Thursday 21 August 2008

You go your way and I'll go mine!

Reading the following:http://www.independent.co.uk/opinion/commentators/johann-hari/johann-hari-john-mccain-and-his-secretive-plot-to-kill-the-un-903998.htmlone cannot help wonder about the way of the world. Don't they teach geography in the USA?
However don't think this is just a problem related to the USA as today, 21 August 2008, the U.K. P. M. is in Afghanistan claiming that what the U.K. forces are doing out there is saving the world from terrorisim, strange that since the evidence we are reading daily in the press does not seem to support that. While he was claiming to quote Abe Lincoln Bob Dylan used lyrics to the effect
You can fool half the people some of the time,
Some of the people half the time,
But not all the people all of the time.
At present who is fooling who and at what cost?
Peter

2 comments:

Martin Kelley said...

Do you know the old yarn of the Ohio Quaker who faithfully trekked to Philadelphia every year to attend its yearly meeting sessions but never saw anyone return the favor? (Replace with "anywhere" and "London" to make it Brit-o-centric). One year he cracked and asked why it was always the outsider doing the trekking. The Philadelphia/London Quaker said "why would we travel, we're already here?" Why would Americans need to learn geography? All the Chinese electronics make it here even if we can't find the country on a map.

Seriously, it's a wonder McCain is having so many gaffes. He grew up in a military family and has spent his own career in far flung military mis-adventures and then foreign policy politics. These aren't isolated incidents, he's regularly muffing up geography and swapping major Middle Eastern political groups. But being a geography idiot didn't seem to hurt President Bush's career, maybe it's a plus in some parts of the U.S. of A. For what it's worth, I'd do well in a geography test.

Anonymous said...

Men and women are fighting out there, not for Bush's War on Terror, but for the people of Afghanistan. I know marines personally and they talk of protecting dams, providing medical care, protecting isolated villages.

It does them a disservice to portray this simply as Bush's war.

Also, you do not suggest any positive alternative.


### Task objective
Do any lines in the data below contain "East"? If so, copy every one of them.
[Study material — start]
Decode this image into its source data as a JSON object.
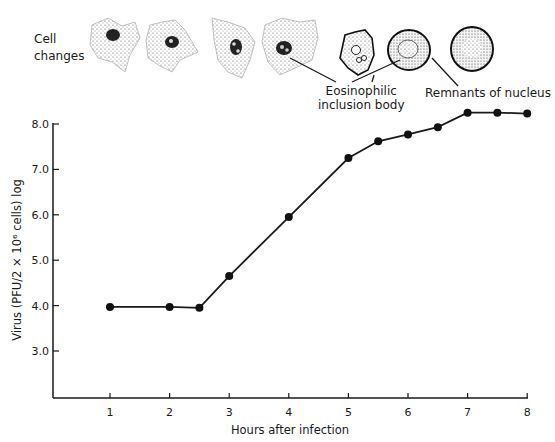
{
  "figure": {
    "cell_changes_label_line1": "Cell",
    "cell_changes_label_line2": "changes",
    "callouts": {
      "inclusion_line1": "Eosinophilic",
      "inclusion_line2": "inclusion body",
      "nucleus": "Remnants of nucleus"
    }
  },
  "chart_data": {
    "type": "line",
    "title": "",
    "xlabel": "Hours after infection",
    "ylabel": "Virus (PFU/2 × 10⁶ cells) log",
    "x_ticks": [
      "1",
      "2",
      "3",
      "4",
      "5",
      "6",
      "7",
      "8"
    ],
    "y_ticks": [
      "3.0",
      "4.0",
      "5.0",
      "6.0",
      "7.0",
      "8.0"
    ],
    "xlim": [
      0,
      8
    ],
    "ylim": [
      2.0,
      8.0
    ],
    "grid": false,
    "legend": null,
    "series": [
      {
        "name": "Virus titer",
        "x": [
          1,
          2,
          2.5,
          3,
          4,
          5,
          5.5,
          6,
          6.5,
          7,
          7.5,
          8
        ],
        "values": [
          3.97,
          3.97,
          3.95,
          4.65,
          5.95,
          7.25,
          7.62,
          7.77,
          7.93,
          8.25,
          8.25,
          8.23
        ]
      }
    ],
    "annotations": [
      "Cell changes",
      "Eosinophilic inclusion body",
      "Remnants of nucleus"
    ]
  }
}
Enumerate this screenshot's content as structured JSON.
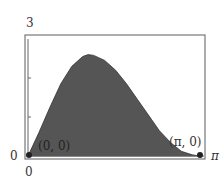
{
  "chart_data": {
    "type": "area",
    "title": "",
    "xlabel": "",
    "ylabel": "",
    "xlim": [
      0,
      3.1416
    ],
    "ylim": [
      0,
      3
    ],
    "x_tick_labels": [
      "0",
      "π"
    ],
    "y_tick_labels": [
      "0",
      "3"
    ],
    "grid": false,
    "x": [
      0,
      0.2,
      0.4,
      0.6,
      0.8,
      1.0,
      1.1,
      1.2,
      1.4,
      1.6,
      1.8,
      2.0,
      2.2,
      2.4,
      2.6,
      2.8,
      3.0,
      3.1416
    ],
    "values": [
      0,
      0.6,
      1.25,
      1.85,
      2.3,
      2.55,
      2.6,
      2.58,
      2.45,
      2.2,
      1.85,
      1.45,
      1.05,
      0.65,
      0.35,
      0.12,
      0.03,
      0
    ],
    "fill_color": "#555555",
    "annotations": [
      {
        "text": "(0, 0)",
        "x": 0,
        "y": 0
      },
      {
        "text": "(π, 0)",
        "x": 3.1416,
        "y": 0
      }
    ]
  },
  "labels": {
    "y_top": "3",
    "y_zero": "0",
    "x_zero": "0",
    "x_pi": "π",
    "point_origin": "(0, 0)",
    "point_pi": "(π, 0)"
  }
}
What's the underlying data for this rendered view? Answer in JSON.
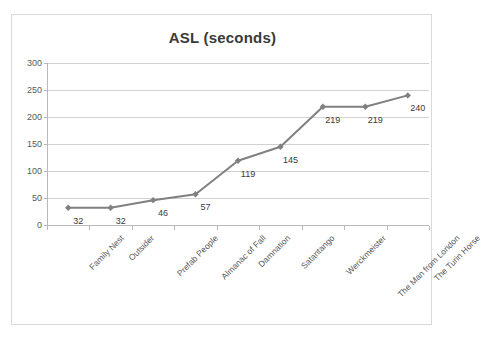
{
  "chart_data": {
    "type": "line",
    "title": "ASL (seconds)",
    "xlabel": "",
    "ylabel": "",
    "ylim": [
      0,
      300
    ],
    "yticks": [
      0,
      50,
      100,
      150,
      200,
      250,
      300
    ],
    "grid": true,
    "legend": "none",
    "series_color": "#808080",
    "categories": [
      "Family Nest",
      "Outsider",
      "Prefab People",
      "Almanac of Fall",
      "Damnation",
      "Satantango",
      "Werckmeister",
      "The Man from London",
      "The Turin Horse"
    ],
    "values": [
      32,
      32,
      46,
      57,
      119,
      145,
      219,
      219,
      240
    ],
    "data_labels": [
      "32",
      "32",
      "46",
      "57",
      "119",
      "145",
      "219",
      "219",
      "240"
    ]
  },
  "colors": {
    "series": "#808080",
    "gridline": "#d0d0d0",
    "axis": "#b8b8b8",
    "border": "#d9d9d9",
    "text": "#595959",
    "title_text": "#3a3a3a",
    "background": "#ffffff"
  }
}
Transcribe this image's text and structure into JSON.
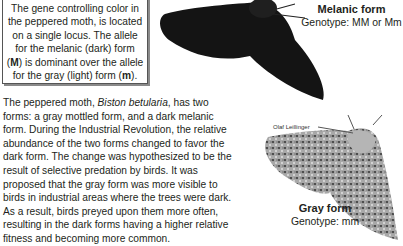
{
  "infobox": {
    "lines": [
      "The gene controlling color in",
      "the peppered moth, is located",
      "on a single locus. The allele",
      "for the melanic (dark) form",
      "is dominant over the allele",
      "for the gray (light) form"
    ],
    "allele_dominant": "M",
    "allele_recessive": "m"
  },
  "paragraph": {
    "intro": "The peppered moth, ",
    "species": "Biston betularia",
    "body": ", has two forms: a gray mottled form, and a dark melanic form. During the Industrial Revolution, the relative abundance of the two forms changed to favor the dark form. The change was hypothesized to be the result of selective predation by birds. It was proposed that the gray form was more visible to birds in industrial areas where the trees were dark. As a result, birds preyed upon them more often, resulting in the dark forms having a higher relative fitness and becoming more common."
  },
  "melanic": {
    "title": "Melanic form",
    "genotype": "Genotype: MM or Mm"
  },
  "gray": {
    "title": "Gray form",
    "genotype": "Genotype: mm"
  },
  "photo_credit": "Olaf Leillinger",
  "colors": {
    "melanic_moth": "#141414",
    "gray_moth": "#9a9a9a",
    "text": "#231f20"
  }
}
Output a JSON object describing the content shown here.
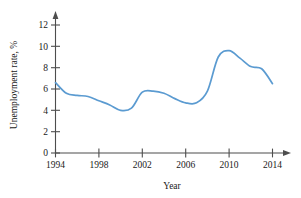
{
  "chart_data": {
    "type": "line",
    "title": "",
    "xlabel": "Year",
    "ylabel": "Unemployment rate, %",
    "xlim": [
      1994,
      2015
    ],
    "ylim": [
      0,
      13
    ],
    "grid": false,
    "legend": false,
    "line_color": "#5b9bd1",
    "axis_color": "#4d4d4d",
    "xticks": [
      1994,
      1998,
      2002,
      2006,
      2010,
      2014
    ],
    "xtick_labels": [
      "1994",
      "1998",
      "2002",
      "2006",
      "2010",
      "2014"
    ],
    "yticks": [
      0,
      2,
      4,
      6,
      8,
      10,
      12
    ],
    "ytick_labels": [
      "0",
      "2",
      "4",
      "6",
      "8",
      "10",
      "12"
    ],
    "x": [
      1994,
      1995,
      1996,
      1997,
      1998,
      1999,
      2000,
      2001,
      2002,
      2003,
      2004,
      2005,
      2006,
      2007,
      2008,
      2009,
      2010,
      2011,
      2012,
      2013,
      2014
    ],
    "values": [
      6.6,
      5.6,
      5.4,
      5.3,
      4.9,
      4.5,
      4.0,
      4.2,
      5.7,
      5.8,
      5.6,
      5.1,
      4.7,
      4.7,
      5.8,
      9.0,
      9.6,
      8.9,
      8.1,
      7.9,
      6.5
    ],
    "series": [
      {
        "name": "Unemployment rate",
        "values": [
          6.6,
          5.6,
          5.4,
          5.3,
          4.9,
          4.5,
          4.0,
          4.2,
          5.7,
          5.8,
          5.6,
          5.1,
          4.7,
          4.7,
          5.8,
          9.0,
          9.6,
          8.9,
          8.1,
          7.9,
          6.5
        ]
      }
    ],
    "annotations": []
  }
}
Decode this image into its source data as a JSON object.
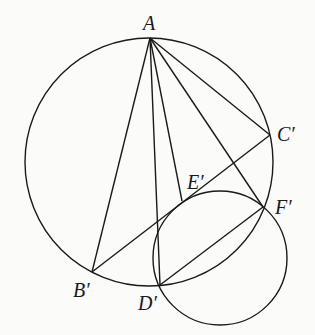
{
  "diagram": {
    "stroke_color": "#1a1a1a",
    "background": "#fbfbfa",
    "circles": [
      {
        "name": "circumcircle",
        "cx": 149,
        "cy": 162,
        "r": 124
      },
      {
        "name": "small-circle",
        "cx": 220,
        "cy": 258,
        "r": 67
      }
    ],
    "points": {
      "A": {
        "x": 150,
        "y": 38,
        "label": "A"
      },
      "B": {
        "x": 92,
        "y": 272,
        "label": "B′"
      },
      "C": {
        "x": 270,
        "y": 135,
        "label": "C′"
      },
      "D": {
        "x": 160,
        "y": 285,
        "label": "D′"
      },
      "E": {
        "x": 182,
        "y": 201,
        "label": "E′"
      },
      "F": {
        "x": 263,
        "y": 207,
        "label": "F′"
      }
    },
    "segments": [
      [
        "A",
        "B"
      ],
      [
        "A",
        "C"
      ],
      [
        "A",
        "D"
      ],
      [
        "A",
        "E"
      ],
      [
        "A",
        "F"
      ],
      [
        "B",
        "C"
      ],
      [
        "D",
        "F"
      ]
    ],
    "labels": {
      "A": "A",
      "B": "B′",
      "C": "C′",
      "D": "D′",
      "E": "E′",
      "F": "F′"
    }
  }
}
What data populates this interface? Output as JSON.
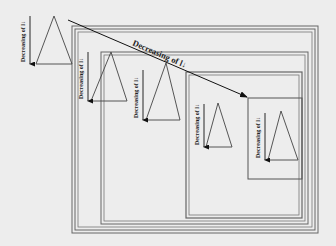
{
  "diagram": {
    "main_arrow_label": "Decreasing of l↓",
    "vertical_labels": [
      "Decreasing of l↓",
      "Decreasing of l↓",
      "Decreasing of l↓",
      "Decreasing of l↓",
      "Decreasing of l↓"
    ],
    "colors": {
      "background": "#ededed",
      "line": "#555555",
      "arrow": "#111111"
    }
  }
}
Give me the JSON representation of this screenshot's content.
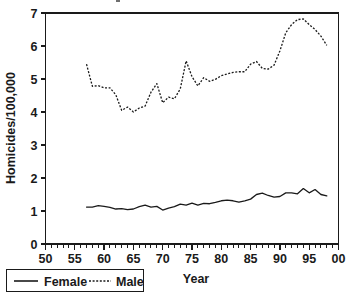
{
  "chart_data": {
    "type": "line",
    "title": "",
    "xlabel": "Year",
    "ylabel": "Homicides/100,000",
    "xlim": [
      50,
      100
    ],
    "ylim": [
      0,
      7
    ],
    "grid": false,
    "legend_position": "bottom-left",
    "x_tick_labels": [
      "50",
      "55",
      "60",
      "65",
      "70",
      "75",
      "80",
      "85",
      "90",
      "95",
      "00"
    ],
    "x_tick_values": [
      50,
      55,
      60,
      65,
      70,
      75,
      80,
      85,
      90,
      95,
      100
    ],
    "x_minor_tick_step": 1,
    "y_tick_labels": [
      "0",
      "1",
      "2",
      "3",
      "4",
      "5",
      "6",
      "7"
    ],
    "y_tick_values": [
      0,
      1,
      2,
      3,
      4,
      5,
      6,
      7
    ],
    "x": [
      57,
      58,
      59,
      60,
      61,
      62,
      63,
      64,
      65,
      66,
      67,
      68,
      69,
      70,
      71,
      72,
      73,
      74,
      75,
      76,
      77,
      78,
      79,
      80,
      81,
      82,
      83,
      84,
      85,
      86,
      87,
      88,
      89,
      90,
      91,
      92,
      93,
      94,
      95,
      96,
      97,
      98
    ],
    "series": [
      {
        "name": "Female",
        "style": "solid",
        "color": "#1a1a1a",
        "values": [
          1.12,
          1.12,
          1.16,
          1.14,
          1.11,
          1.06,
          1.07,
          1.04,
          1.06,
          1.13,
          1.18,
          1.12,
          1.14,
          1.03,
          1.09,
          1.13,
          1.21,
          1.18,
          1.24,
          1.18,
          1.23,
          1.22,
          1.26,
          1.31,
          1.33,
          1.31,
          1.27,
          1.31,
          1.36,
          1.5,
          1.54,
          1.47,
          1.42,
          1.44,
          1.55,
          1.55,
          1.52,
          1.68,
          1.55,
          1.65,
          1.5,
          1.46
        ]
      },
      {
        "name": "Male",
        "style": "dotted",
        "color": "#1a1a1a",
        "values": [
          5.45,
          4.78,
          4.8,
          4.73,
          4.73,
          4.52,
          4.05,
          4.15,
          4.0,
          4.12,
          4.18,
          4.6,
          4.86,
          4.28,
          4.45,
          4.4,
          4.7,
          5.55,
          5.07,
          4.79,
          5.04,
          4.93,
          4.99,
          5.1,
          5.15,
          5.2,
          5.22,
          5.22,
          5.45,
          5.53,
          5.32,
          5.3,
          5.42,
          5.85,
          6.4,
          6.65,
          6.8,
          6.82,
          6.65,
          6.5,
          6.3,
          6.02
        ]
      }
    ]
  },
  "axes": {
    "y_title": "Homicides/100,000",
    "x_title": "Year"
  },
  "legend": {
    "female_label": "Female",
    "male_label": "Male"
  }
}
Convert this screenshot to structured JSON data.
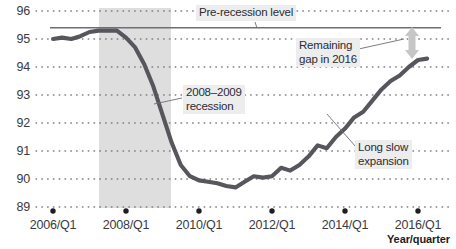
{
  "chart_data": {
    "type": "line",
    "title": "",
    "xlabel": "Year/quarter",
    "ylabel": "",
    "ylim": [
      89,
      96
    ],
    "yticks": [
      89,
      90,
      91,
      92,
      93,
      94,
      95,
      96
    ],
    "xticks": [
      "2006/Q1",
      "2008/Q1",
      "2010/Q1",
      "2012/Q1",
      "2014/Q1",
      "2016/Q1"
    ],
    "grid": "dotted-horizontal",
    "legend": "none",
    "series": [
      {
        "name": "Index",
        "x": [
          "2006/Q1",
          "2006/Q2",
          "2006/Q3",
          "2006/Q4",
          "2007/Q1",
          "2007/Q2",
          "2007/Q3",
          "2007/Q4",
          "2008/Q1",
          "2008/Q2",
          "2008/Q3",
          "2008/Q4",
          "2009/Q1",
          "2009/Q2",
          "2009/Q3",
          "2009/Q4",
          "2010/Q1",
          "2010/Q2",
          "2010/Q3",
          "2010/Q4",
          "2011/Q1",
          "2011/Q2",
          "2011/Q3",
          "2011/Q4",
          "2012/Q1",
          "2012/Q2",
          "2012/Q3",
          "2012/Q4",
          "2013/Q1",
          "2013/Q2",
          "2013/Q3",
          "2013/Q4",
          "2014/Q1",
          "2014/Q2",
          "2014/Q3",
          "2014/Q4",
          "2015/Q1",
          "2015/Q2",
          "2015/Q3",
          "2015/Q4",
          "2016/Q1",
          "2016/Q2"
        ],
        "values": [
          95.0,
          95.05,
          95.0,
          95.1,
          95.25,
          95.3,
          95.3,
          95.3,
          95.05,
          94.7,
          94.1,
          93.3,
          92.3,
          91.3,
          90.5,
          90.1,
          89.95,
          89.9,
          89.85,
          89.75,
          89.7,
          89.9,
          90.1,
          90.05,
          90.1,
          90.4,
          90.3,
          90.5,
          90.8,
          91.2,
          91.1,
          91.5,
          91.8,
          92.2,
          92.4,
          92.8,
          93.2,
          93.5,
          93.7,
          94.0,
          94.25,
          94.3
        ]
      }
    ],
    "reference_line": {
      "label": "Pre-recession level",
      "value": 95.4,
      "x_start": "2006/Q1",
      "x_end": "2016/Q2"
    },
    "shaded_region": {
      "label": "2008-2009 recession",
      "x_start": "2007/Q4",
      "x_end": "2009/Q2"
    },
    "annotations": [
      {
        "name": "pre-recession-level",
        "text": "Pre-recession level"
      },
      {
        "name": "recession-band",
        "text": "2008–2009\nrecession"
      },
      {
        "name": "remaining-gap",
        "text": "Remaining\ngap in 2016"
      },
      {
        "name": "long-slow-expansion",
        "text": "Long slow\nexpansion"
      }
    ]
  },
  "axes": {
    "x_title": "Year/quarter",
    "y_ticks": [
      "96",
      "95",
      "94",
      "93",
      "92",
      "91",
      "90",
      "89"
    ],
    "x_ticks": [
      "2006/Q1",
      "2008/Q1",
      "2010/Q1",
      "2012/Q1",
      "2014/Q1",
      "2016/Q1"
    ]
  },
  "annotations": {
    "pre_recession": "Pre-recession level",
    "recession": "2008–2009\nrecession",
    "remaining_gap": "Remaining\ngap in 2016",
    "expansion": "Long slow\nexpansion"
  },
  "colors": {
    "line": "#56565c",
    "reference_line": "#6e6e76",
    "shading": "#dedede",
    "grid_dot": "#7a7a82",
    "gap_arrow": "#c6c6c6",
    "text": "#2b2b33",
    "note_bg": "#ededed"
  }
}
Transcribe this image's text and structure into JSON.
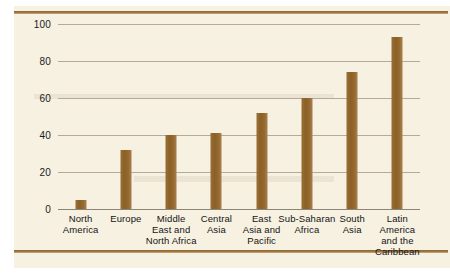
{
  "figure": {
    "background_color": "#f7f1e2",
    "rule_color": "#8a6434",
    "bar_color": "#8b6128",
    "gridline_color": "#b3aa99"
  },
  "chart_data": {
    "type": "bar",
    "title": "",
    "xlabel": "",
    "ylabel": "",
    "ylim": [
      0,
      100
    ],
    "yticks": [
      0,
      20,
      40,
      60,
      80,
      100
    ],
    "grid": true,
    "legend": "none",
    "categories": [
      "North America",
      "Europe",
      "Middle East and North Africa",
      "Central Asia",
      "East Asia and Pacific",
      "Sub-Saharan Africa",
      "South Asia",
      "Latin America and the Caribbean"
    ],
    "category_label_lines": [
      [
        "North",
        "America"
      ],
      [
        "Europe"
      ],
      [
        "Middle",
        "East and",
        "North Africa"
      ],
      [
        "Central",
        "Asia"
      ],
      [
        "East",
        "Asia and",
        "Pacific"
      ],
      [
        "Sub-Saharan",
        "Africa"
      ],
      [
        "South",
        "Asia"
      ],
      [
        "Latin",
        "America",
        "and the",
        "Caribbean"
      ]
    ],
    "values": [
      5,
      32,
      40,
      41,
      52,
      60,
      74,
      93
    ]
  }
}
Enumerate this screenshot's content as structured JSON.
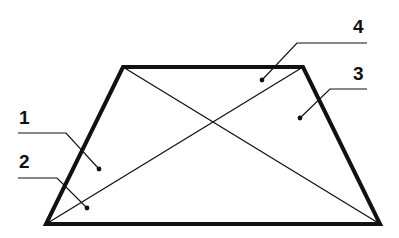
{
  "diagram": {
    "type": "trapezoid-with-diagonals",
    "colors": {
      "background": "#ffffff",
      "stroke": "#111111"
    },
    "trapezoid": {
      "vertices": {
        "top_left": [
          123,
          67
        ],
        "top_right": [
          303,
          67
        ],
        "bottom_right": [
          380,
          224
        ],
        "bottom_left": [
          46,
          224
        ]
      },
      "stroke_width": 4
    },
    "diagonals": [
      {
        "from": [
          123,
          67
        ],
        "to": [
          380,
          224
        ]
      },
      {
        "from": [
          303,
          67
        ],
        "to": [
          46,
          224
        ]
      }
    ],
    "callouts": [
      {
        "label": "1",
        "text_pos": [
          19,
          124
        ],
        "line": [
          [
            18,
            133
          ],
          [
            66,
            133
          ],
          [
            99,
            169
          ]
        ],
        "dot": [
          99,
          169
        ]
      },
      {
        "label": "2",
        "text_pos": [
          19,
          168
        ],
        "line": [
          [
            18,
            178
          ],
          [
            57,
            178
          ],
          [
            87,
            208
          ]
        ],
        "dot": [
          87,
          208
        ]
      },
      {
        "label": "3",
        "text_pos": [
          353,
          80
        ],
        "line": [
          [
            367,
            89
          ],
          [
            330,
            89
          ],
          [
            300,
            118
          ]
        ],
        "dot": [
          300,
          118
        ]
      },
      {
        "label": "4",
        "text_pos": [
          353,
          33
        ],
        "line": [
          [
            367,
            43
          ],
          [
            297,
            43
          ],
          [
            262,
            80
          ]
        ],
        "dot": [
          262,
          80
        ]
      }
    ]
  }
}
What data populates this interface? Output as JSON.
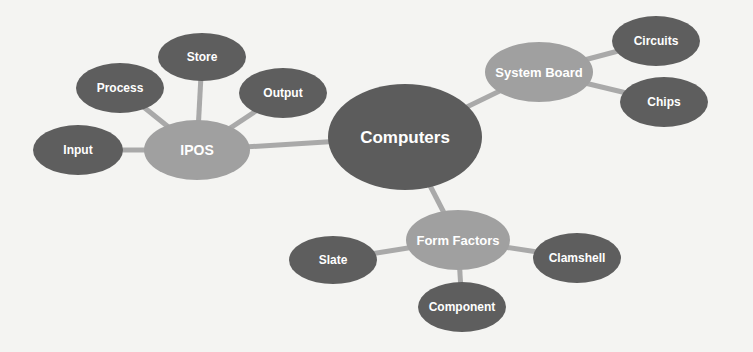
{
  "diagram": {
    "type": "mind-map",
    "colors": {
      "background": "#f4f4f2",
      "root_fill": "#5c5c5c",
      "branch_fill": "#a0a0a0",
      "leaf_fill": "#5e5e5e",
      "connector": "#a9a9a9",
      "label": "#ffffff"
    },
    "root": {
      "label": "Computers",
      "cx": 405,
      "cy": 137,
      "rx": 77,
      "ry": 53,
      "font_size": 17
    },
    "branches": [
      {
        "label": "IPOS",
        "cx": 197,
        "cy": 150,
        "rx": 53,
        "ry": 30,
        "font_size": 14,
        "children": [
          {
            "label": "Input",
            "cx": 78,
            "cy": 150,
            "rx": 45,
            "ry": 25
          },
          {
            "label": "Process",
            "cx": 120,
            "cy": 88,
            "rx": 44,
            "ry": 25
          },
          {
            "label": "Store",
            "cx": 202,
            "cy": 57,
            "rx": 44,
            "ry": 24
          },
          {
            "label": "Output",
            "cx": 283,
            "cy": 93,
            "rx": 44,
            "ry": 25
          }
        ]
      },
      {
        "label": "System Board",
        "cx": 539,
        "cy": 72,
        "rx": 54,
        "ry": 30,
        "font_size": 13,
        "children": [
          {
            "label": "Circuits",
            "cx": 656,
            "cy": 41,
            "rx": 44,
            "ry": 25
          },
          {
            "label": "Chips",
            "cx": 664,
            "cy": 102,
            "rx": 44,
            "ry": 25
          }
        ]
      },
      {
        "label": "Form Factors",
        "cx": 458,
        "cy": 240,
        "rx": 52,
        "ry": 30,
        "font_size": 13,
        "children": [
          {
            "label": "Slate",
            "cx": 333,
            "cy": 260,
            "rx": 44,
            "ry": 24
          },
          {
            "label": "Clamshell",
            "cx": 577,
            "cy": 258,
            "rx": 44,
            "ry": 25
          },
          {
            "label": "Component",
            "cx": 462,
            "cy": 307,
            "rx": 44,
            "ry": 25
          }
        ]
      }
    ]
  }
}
[Study material — finish]
### Response box
      "Middle East and North Africa",
      "East Asia and Pacific",
        "East and",
        "East",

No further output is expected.